Again to be clear - ESG, social impact strategies, circularity and sustainability initiatives, we know we need them.
Our team, the markets, the investors, and now in some cases, the regulators - want them.
Our planet and many communities demand them.
So we build plans and we establish quarterly objectives, we set ambitious KPIs and, if we’re bold (and that is not something you see in Australia business), make public statements about said ambitious goals. But even the best laid plans will fail if a team isn’t ready to understand and embrace the change. And I want to offer another thought to this issue. Business is not moral. It is amoral - unconcerned with the right or wrong of something - people are moral.
Imagine trying to put a sustainability initiative (oh, I don't know - like decarbonising a country's energy system or a company’s energy production or demand) in place with a handful of vocal, adamant naysayers on your team. These unhealthy pockets could/would/do (?) poison the well of optimism for the entire company. Now, where have you heard that scenario before?

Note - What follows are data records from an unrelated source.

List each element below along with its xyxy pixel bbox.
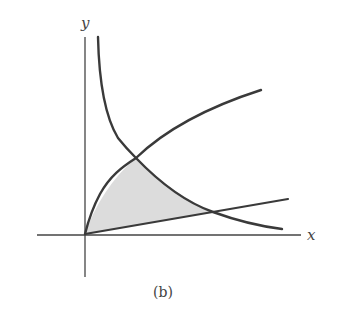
y-axis-label: y — [80, 14, 90, 32]
x-axis-label: x — [307, 226, 316, 244]
area-between-curves-diagram: y x (b) — [0, 0, 341, 314]
figure-caption: (b) — [153, 284, 173, 300]
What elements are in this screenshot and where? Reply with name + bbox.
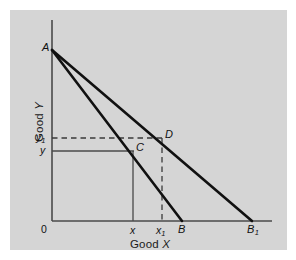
point-label-a: A	[42, 42, 49, 53]
point-label-b1-sub: 1	[255, 228, 259, 237]
point-label-b: B	[178, 224, 185, 235]
x-tick-label-x1-sub: 1	[161, 229, 165, 238]
point-label-b1: B1	[247, 224, 259, 235]
x-tick-label-x: x	[130, 225, 135, 236]
figure-root: Good Y Good X 0 A B B1 C D x x1 y1 y	[0, 0, 296, 260]
point-label-d: D	[165, 129, 173, 140]
x-axis-title-var: X	[162, 238, 170, 250]
y-tick-label-y: y	[40, 145, 45, 156]
y-axis-title-var: Y	[33, 102, 45, 110]
origin-label: 0	[41, 224, 47, 235]
x-axis-title: Good X	[110, 238, 190, 250]
budget-line-ab	[52, 50, 182, 221]
x-axis-title-prefix: Good	[130, 238, 162, 250]
x-tick-label-x1: x1	[156, 225, 165, 236]
y-tick-label-y1: y1	[36, 132, 45, 143]
point-label-c: C	[136, 142, 144, 153]
point-label-b1-base: B	[247, 223, 254, 235]
budget-line-ab1	[52, 50, 252, 221]
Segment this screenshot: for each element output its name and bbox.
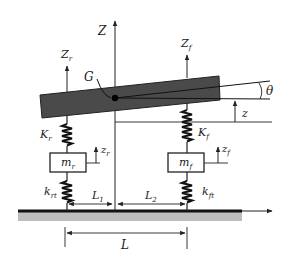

But let’s also acknowledge the challenge, the need for empathy if you were to put such an initiative before a handful of people who are confused by, or reticent about the shift. Why? Because of the real fear about how the initiative would impact their day-to-day jobs.
I would suggest two things need to be present:
1. A culture that absorbs & radiate change: One that provides for a collective readiness, a mindset shift, a courage and resilience that only the most intrinsically motivated and deeply aligned team (whether a country, company, community) can muster.
2. A culture based on interconnectedness: A culture that recognises that the company is not a business structure, but rather, an organism that is part of the greater natural and social ecosystem. This argument can increasingly made about governments as well.
The DNA of the Sustainable Development Agenda, which was framed 50 years ago this year, is about those two aspects of culture I mentioned earlier - change and interconnectedness.
If the last two years taught us anything we are not separate from, or independent of, our natural or social environment. We are deeply connected to our stakeholders, and that includes our planet.
That’s why the recent World Business Council for Sustainable Development report Time to Transform, starts with the premise that business has the capacity but also the urgent need to Transform.
In the words of the former Unilever CEO, Paul Polman ‘I actually am a capitalist, and I believe in shareholders. But I believe in them as a result of what I do, not as a reason for what I'm doing. The same with profits - profits alone cannot be an objective. It has to have a purpose.’
So, across the BCSD Network, we think that business must and can dive headfirst and wholeheartedly into the culture of a productive, sustainable and inclusive growth model for our natural and social ecosystem. And be successful in doing so.
And to reinforce that the BCSD Australia members last year made that mind shift and committed to raise the ambition of themselves and this organisation. Raise the bar announced the adoption of a set of science-based membership criteria aligning Australian businesses with the transition to net-zero emissions. Australia was the first international Network Partner of the World Business Council for Sustainable Development (WBCSD) to embed the membership conditions focussing on climate emergency, nature loss and inequality, effective 1 July 2021.
And the call to action? Now is the time for big ideas.